Health workers
A new safeguard list of 55 nations that are most affected by the scarcity of health personnel was recently released by the World health organization.
While the majority of these nations fall into the low- to medium-income category, 37 of them are in Africa, and Nigeria is one of them.
In Abuja, Dr. Olumuyiwa Ojo, Technical Officer Human Resource for Health at the WHO office in Nigeria, stated that the organization is concerned about the brain drain in Nigeria since it has a significant influence on universal health coverage.
He pointed out that the WHO has a code of conduct for hiring foreign medical personnel that is universally enforceable across all nations.
Dr. Ojo clarified that the afflicted nations are those where more developed nations shouldn’t actively seek out medical personnel from these nations.
He said: “It is a global market, health workers are free to move to where they will get better value for their work but we are working with governments to have policies in place for retention of health workers where they are needed most and also improve performance in terms of in-service training and other remunerations to improve their welfare. No matter how we build facilities, buy equipment, the equipment cannot do the jobs by themselves.
In the UK where most Nigerians are going to, they are also losing some of their best hand to Australia and Canada where the pay are better. It is a global concern”.
Dr. Walter Mulombo, WHO’s country representative in Nigeria, earlier declared that the organization will be in charge of Triple 25, a training program that aims to train 25% of nurses and midwives in 25 low-income countries by 2025 for better health and better well-being for all, as part of efforts to address the shortage of health workers.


#### AIM OF THE TASK:
Count how many lines below contain the word "flow", then give that number alone.

(Figure record listings)
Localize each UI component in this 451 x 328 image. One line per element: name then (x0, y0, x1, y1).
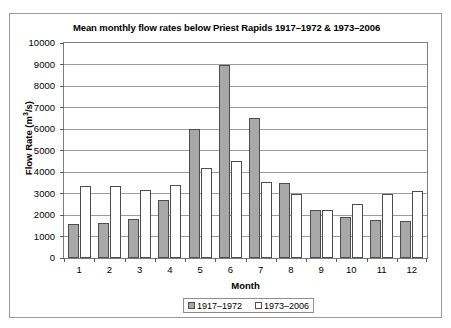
x-axis-tick-label-3: 3 (125, 264, 155, 275)
x-axis-tick-label-8: 8 (276, 264, 306, 275)
legend-item-1973-2006: 1973–2006 (255, 301, 309, 311)
x-axis-tick-mark (306, 258, 307, 262)
x-axis-tick-label-7: 7 (246, 264, 276, 275)
x-axis-tick-mark (125, 258, 126, 262)
bar-month-9-series-2 (322, 210, 333, 258)
x-axis-tick-label-5: 5 (185, 264, 215, 275)
y-axis-tick-mark (60, 236, 64, 237)
y-axis-tick-mark (60, 86, 64, 87)
bar-month-11-series-1 (370, 220, 381, 258)
bar-month-2-series-2 (110, 186, 121, 258)
chart-figure: Mean monthly flow rates below Priest Rap… (9, 13, 442, 318)
y-axis-tick-mark (60, 215, 64, 216)
y-axis-tick-mark (60, 129, 64, 130)
y-axis-tick-label: 5000 (7, 146, 55, 156)
bar-month-3-series-1 (128, 219, 139, 258)
legend-swatch-icon-1973-2006 (255, 302, 262, 309)
x-axis-tick-mark (276, 258, 277, 262)
bar-month-4-series-1 (158, 200, 169, 258)
y-axis-label-exponent: 3 (22, 112, 29, 116)
x-axis-tick-label-12: 12 (397, 264, 427, 275)
y-axis-tick-label: 2000 (7, 210, 55, 220)
bar-month-9-series-1 (310, 210, 321, 258)
bar-month-10-series-1 (340, 217, 351, 258)
bar-month-3-series-2 (140, 190, 151, 258)
x-axis-tick-mark (155, 258, 156, 262)
y-axis-tick-mark (60, 150, 64, 151)
legend-label-1917-1972: 1917–1972 (197, 301, 242, 311)
y-axis-tick-label: 1000 (7, 232, 55, 242)
gridline (64, 150, 427, 151)
x-axis-label: Month (63, 280, 428, 291)
gridline (64, 129, 427, 130)
chart-legend: 1917–1972 1973–2006 (183, 298, 314, 313)
y-axis-tick-label: 9000 (7, 60, 55, 70)
bar-month-8-series-1 (279, 183, 290, 258)
bar-month-1-series-1 (68, 224, 79, 258)
x-axis-tick-mark (336, 258, 337, 262)
gridline (64, 64, 427, 65)
bar-month-1-series-2 (80, 186, 91, 258)
legend-label-1973-2006: 1973–2006 (264, 301, 309, 311)
bar-month-8-series-2 (291, 194, 302, 259)
x-axis-tick-mark (426, 258, 427, 262)
x-axis-tick-label-11: 11 (367, 264, 397, 275)
x-axis-tick-mark (367, 258, 368, 262)
gridline (64, 107, 427, 108)
gridline (64, 172, 427, 173)
y-axis-tick-mark (60, 193, 64, 194)
x-axis-tick-label-2: 2 (94, 264, 124, 275)
x-axis-tick-label-9: 9 (306, 264, 336, 275)
bar-month-7-series-1 (249, 118, 260, 258)
bar-month-2-series-1 (98, 223, 109, 258)
x-axis-tick-label-6: 6 (215, 264, 245, 275)
y-axis-tick-label: 6000 (7, 124, 55, 134)
bar-month-11-series-2 (382, 194, 393, 259)
bar-month-12-series-1 (400, 221, 411, 258)
legend-swatch-icon-1917-1972 (188, 302, 195, 309)
x-axis-tick-label-1: 1 (64, 264, 94, 275)
bar-month-12-series-2 (412, 191, 423, 258)
bar-month-7-series-2 (261, 182, 272, 258)
bar-month-6-series-2 (231, 161, 242, 258)
gridline (64, 86, 427, 87)
plot-area: 1000090008000700060005000400030002000100… (63, 42, 428, 259)
bar-month-6-series-1 (219, 65, 230, 259)
y-axis-tick-label: 0 (7, 253, 55, 263)
x-axis-tick-mark (64, 258, 65, 262)
x-axis-tick-mark (397, 258, 398, 262)
x-axis-tick-label-10: 10 (336, 264, 366, 275)
bar-month-5-series-2 (201, 168, 212, 258)
y-axis-tick-label: 8000 (7, 81, 55, 91)
chart-title: Mean monthly flow rates below Priest Rap… (10, 22, 443, 33)
bar-month-4-series-2 (170, 185, 181, 258)
x-axis-tick-label-4: 4 (155, 264, 185, 275)
x-axis-tick-mark (185, 258, 186, 262)
y-axis-tick-mark (60, 43, 64, 44)
y-axis-tick-mark (60, 107, 64, 108)
y-axis-tick-mark (60, 172, 64, 173)
y-axis-tick-label: 7000 (7, 103, 55, 113)
x-axis-tick-mark (246, 258, 247, 262)
y-axis-tick-label: 10000 (7, 38, 55, 48)
bar-month-10-series-2 (352, 204, 363, 258)
x-axis-tick-mark (94, 258, 95, 262)
x-axis-tick-mark (215, 258, 216, 262)
y-axis-tick-mark (60, 64, 64, 65)
bar-month-5-series-1 (189, 129, 200, 258)
legend-item-1917-1972: 1917–1972 (188, 301, 242, 311)
y-axis-tick-label: 4000 (7, 167, 55, 177)
y-axis-tick-label: 3000 (7, 189, 55, 199)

#### TASK RESPONSE:
2